PAINT: Pathology-Aware Integrated Next-Scale Transformation for Virtual Immunohistochemistry
Rongze Ma, Mengkang Lu, Zhenyu Xiang, Yongsheng Pan, Yicheng Wu, Qingjie Zeng, Yong Xia
TL;DR
PAINT reframes virtual IHC as a structure-aware autoregressive problem, addressing the ill-posed mapping from H&E morphology to protein expression. By learning modality-specific VQ-VAE representations, aligning cross-modal latent and image spaces with LSA and ISA, and initializing autoregressive synthesis with a morphology-grounded 3S-Map, PAINT achieves superior structural fidelity and clinically relevant performance on IHC4BC and MIST. The three-stage pipeline—dual VQ-VAE representations, cross-modal translation, and next-scale autoregressive generation—yields state-of-the-art results in both image quality and downstream diagnostic tasks, while ablation confirms the critical role of the structural priors and multi-scale guidance.

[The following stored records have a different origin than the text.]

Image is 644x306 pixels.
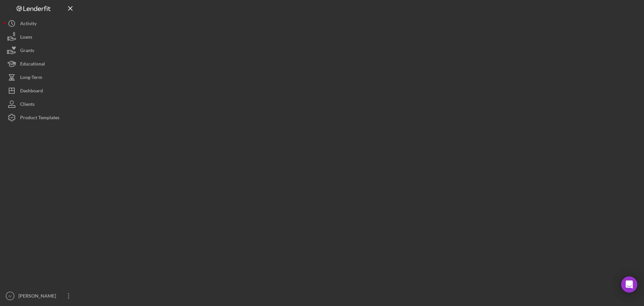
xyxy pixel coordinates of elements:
[8,294,12,298] text: IV
[20,111,59,126] div: Product Templates
[20,70,42,86] div: Long-Term
[17,289,60,304] div: [PERSON_NAME]
[3,17,77,30] button: Activity
[621,276,637,293] div: Open Intercom Messenger
[3,111,77,124] button: Product Templates
[3,70,77,84] button: Long-Term
[20,30,32,45] div: Loans
[20,44,34,59] div: Grants
[3,97,77,111] button: Clients
[3,30,77,44] button: Loans
[3,57,77,70] button: Educational
[20,17,37,32] div: Activity
[3,289,77,303] button: IV[PERSON_NAME]
[20,97,35,113] div: Clients
[20,57,45,72] div: Educational
[3,44,77,57] button: Grants
[3,84,77,97] button: Dashboard
[20,84,43,99] div: Dashboard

This structure-aware framework offers a principled path forward for reliable, clinically interpretable virtual staining in computational pathology.
Abstract
Virtual immunohistochemistry (IHC) aims to computationally synthesize molecular staining patterns from routine Hematoxylin and Eosin (H\&E) images, offering a cost-effective and tissue-efficient alternative to traditional physical staining. However, this task is particularly challenging: H\&E morphology provides ambiguous cues about protein expression, and similar tissue structures may correspond to distinct molecular states. Most existing methods focus on direct appearance synthesis to implicitly achieve cross-modal generation, often resulting in semantic inconsistencies due to insufficient structural priors. In this paper, we propose Pathology-Aware Integrated Next-Scale Transformation (PAINT), a visual autoregressive framework that reformulates the synthesis process as a structure-first conditional generation task. Unlike direct image translation, PAINT enforces a causal order by resolving molecular details conditioned on a global structural layout. Central to this approach is the introduction of a Spatial Structural Start Map (3S-Map), which grounds the autoregressive initialization in observed morphology, ensuring deterministic, spatially aligned synthesis. Experiments on the IHC4BC and MIST datasets demonstrate that PAINT outperforms state-of-the-art methods in structural fidelity and clinical downstream tasks, validating the potential of structure-guided autoregressive modeling.